The Office of Foreign Assets Control (OFAC) is an agency of the United States Department of the Treasury responsible for administering and enforcing US economic and trade sanctions. OFAC operates numerous sanctions programmes — targeting specific countries (such as Iran, Cuba, North Korea, and Russia), as well as individual persons, organisations, and vessels — with the aim of advancing US foreign policy and national security objectives. OFAC derives its authority primarily from the International Emergency Economic Powers Act (IEEPA) and the Trading with the Enemy Act (TWEA), supplemented by specific Executive Orders and Congressional legislation for each sanctions programme. OFAC maintains the Specially Designated Nationals and Blocked Persons List (the “SDN List“), which is one of the most important and widely used sanctions screening lists in the world.
Although OFAC is a US government body, its reach extends far beyond the United States. US dollar-denominated transactions anywhere in the world — and transactions involving any US person, US company, or US financial institution — are subject to OFAC jurisdiction. As a result, non-US businesses that process US dollar payments or have any connection to the US financial system must comply with OFAC rules or risk severe civil and criminal penalties, which can include multi-billion dollar fines. The concept of “secondary sanctions” extends OFAC’s practical reach even further, by threatening to penalise non-US entities that do significant business with certain sanctioned countries or persons, even without any direct US nexus. For compliance professionals globally, maintaining up-to-date OFAC screening is therefore a non-negotiable element of any sanctions compliance programme.
While the Specially Designated Nationals and Blocked Persons List (SDN List) is OFAC’s most well-known sanctions tool — involving a full asset freeze and near-total prohibition on dealings — OFAC also maintains a series of additional, less absolute lists that are collectively referred to as the non-SDN lists. These lists do not impose a blanket prohibition on all transactions with the listed persons or entities; instead, they impose more targeted, sector-specific, or transactional restrictions that vary depending on the particular sanctions programme under which the listing was made. The most significant non-SDN lists include the Sectoral Sanctions Identifications List (SSI List), which targets specific sectors of the Russian economy — such as energy, finance, and defence — under Executive Order 13662, prohibiting certain types of dealings (for example, the provision of new debt or equity financing above defined maturity thresholds) rather than all transactions; the Non-SDN Menu-Based Sanctions List (NS-MBS List), which identifies persons subject to one or more potential sanctions drawn from a defined menu of measures; the Foreign Sanctions Evaders List (FSE List), which targets non-US individuals and entities found to have violated or attempted to evade US sanctions relating to Syria or Iran; and the Non-SDN Palestinian Legislative Council List (NS-PLC List), which covers members of certain Palestinian legislative bodies.
From a compliance perspective, non-SDN lists are a source of significant complexity and are frequently misunderstood or — more dangerously — underweighted in sanctions screening programmes. A common misconception is that because a non-SDN listing does not trigger a full asset freeze, it is less serious or can be treated as merely advisory. This is incorrect: dealing with a non-SDN listed entity in a manner prohibited by the relevant sanctions programme is a violation of US sanctions law and can result in substantial civil and criminal penalties from OFAC, just as an SDN violation can. The compliance challenge is compounded by the fact that the restrictions applicable to non-SDN entities are programme-specific and transactional in nature — meaning that compliance teams must not only screen against the lists but also understand precisely what categories of activity are prohibited for each listed entity. Furthermore, OFAC’s fifty-percent rule — which provides that any entity owned fifty percent or more by an SDN is itself treated as blocked even if not explicitly named on the SDN List — applies by analogy in certain non-SDN contexts as well, requiring institutions to look beyond the face of the list and assess ownership structures carefully. Non-SDN screening should therefore be a standard and fully integrated component of any robust OFAC compliance programme, not treated as a secondary or optional exercise.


- **Required work**:
Keeping pictures out of the copy, restate each record word for word.

──────── Material provided

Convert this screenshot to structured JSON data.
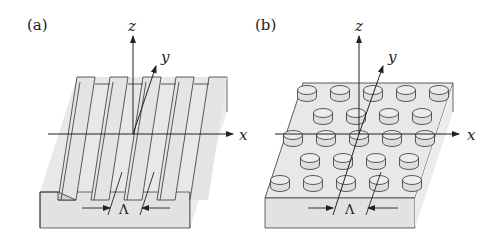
{
  "figure": {
    "panels": [
      {
        "id": "a",
        "label": "(a)",
        "structure": "1D grating (parallel ridges along y)",
        "axes": {
          "x": "x",
          "y": "y",
          "z": "z"
        },
        "period_label": "Λ",
        "ridge_count": 5
      },
      {
        "id": "b",
        "label": "(b)",
        "structure": "2D array of cylindrical pillars",
        "axes": {
          "x": "x",
          "y": "y",
          "z": "z"
        },
        "period_label": "Λ",
        "pillar_rows": [
          5,
          4,
          5,
          4,
          5
        ]
      }
    ],
    "colors": {
      "surface": "#e6e6e6",
      "side": "#dcdcdc",
      "line": "#333333",
      "background": "#ffffff"
    }
  }
}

────────────────

- **Your response**:
Convert this screenshot to structured JSON data.
{
  "figure": {
    "panels": [
      {
        "id": "a",
        "label": "(a)",
        "structure": "1D grating (parallel ridges along y)",
        "axes": {
          "x": "x",
          "y": "y",
          "z": "z"
        },
        "period_label": "Λ",
        "ridge_count": 5
      },
      {
        "id": "b",
        "label": "(b)",
        "structure": "2D array of cylindrical pillars",
        "axes": {
          "x": "x",
          "y": "y",
          "z": "z"
        },
        "period_label": "Λ",
        "pillar_rows": [
          5,
          4,
          5,
          4,
          5
        ]
      }
    ],
    "colors": {
      "surface": "#e6e6e6",
      "side": "#dcdcdc",
      "line": "#333333",
      "background": "#ffffff"
    }
  }
}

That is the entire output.